Why have we had enough? Surely ‘the consumer is king’ (sic), and that’s a good feeling? One of capitalism’s major flaws is that it is over-profligate at producing goods, so it is in constant danger of over-production and slump. To keep it going, we have to crown the consumer and urge them to eat cake and keep on having another piece. Not surprising that masses of people are reaching vomiting point. I wonder if kings long to be just left alone and treated normally.
There are so many reasons why consumerism is crap, it is difficult to know where to start. You know that as soon as you start opening up the gates, you are going to get drowned in the flood. Crap goods, obsolescence, slave labour, global destruction, climate change, junk food, in fact, junk everywhere… But I will start in the middle (Consuming Issues), with that creeping uneasiness that consumerism causes; the feeling that you need to run to stand still these days just to keep up with where, what and how to get stuff; wondering what the Jones’ have and if you are up with them; balancing being ‘individual’ yet ‘in’ enough, wearing the right image; culminating in fear and alienation (OK, that last bit might just be me, then). Maybe instead of asking ‘Is shopping a Human Right?’, we should be asking ‘can you please stop stuffing cakes in my mouth?’
At random, next up is the global environment (Sense and sustainability). The idea of a sustainable future is so conceptually simple, it is baffling why there are hundred of definitions of sustainability knocking about. Once again, capitalism creates a conjuring trick, with a whirl of the hands and deft concealment, in a vain attempt to hide the fact that is so obvious: Capitalism is about as sustainable and restrained as a school of small children in a sweet shop. Left to it, there will be nothing but sweet wrappers and tummy aches, and pools of vomit. As vomiting keeps coming up, it seems sensible to talk food.
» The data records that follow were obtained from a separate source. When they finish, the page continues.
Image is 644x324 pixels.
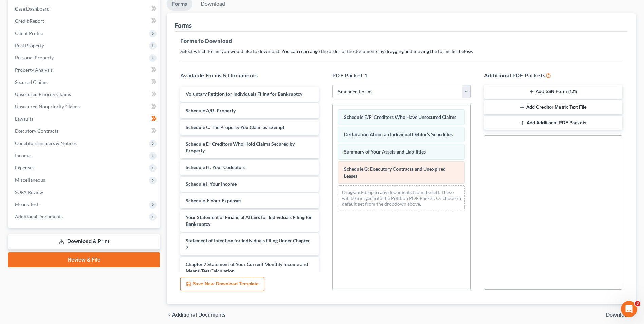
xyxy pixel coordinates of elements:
span: Additional Documents [15,214,63,219]
a: Lawsuits [10,113,160,125]
i: chevron_left [167,312,172,318]
span: Declaration About an Individual Debtor's Schedules [344,132,453,137]
button: Add SSN Form (121) [485,85,623,99]
span: Miscellaneous [15,177,45,183]
button: Save New Download Template [180,277,265,292]
span: Means Test [15,202,38,207]
span: Schedule G: Executory Contracts and Unexpired Leases [344,166,446,178]
span: Secured Claims [15,79,47,85]
span: Schedule A/B: Property [186,108,236,113]
span: Summary of Your Assets and Liabilities [344,149,426,155]
span: Client Profile [15,30,43,36]
span: 3 [635,301,640,306]
span: Unsecured Nonpriority Claims [15,104,80,110]
span: Real Property [15,43,44,48]
a: Credit Report [10,15,160,27]
h5: Available Forms & Documents [180,71,318,80]
span: Schedule C: The Property You Claim as Exempt [186,124,285,130]
a: chevron_left Additional Documents [167,312,226,318]
span: Credit Report [15,18,44,24]
span: Schedule H: Your Codebtors [186,164,245,171]
span: Unsecured Priority Claims [15,91,71,97]
span: Executory Contracts [15,128,58,134]
span: Expenses [15,165,34,171]
a: Unsecured Priority Claims [10,88,160,100]
div: Drag-and-drop in any documents from the left. These will be merged into the Petition PDF Packet. ... [338,186,465,211]
h5: Additional PDF Packets [485,71,623,80]
a: Unsecured Nonpriority Claims [10,100,160,113]
span: Income [15,153,30,158]
span: Codebtors Insiders & Notices [15,140,77,146]
span: Schedule D: Creditors Who Hold Claims Secured by Property [186,141,295,153]
span: Schedule E/F: Creditors Who Have Unsecured Claims [344,114,457,120]
span: Lawsuits [15,116,33,122]
a: Property Analysis [10,64,160,76]
button: Download chevron_right [606,312,636,318]
button: Add Creditor Matrix Text File [485,100,623,114]
span: Your Statement of Financial Affairs for Individuals Filing for Bankruptcy [186,214,312,227]
span: Download [606,312,631,318]
h5: PDF Packet 1 [332,71,471,80]
a: Download & Print [8,234,160,250]
span: Statement of Intention for Individuals Filing Under Chapter 7 [186,238,310,250]
a: Review & File [8,253,160,267]
iframe: Intercom live chat [621,301,637,317]
span: Case Dashboard [15,5,49,12]
span: Schedule I: Your Income [186,181,237,187]
span: Additional Documents [172,312,226,318]
span: Personal Property [15,55,54,60]
div: Forms [175,21,192,30]
button: Add Additional PDF Packets [485,116,623,130]
span: Voluntary Petition for Individuals Filing for Bankruptcy [186,91,303,97]
span: Chapter 7 Statement of Your Current Monthly Income and Means-Test Calculation [186,261,308,274]
span: SOFA Review [15,189,43,195]
a: Executory Contracts [10,125,160,137]
a: Case Dashboard [10,2,160,15]
a: Secured Claims [10,76,160,88]
h5: Forms to Download [180,37,623,45]
a: SOFA Review [10,186,160,199]
span: Schedule J: Your Expenses [186,198,242,203]
p: Select which forms you would like to download. You can rearrange the order of the documents by dr... [180,48,623,55]
span: Property Analysis [15,67,52,72]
Since we can’t limitlessly increase our consumption of food, capitalism has to find ways of screwing a profit out of it, so it provides ‘value added foods’ and very cheaply, mass-produced stuff which is unhealthy but profitable (Are we what we eat?). 24% of UK pigs now have salmonella in their guts, and this new epidemic is being kept under wraps because the government knows we remember BSE, ecoli, FMD, etc., and we are literally sick (oops, there we go again) of shit food and the misery bound up in the food production system.
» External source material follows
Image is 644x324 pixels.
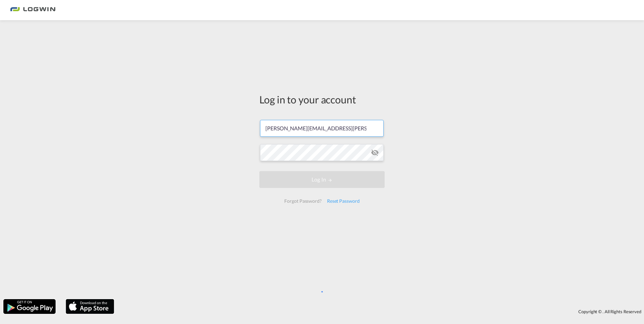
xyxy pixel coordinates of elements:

Finally for today, is the big GAP that consumerism has created between rich and poor (Mass-producing Poverty). Incidentally, GAP is the US’s biggest retailer and the biggest abuser of workers. Thanks to anti-GAP campaigns, we all know they use arm’s-length contracts to pay peanuts and fatten profits. UNITE (the US labour union) recently visited GAP factories around the world and found widescale evidence of physical abuse, abysmal health and safety and pay and conditions, and generally a barbaric and inhumane picture of GAP’s clothes production.
If Bush can get a majority, anything can happen. Authoritarians will play their ‘them and us’ cards until we don’t buy it any more. Then, their game is over and the future is ours. As soon as the shops shut, let’s go for it.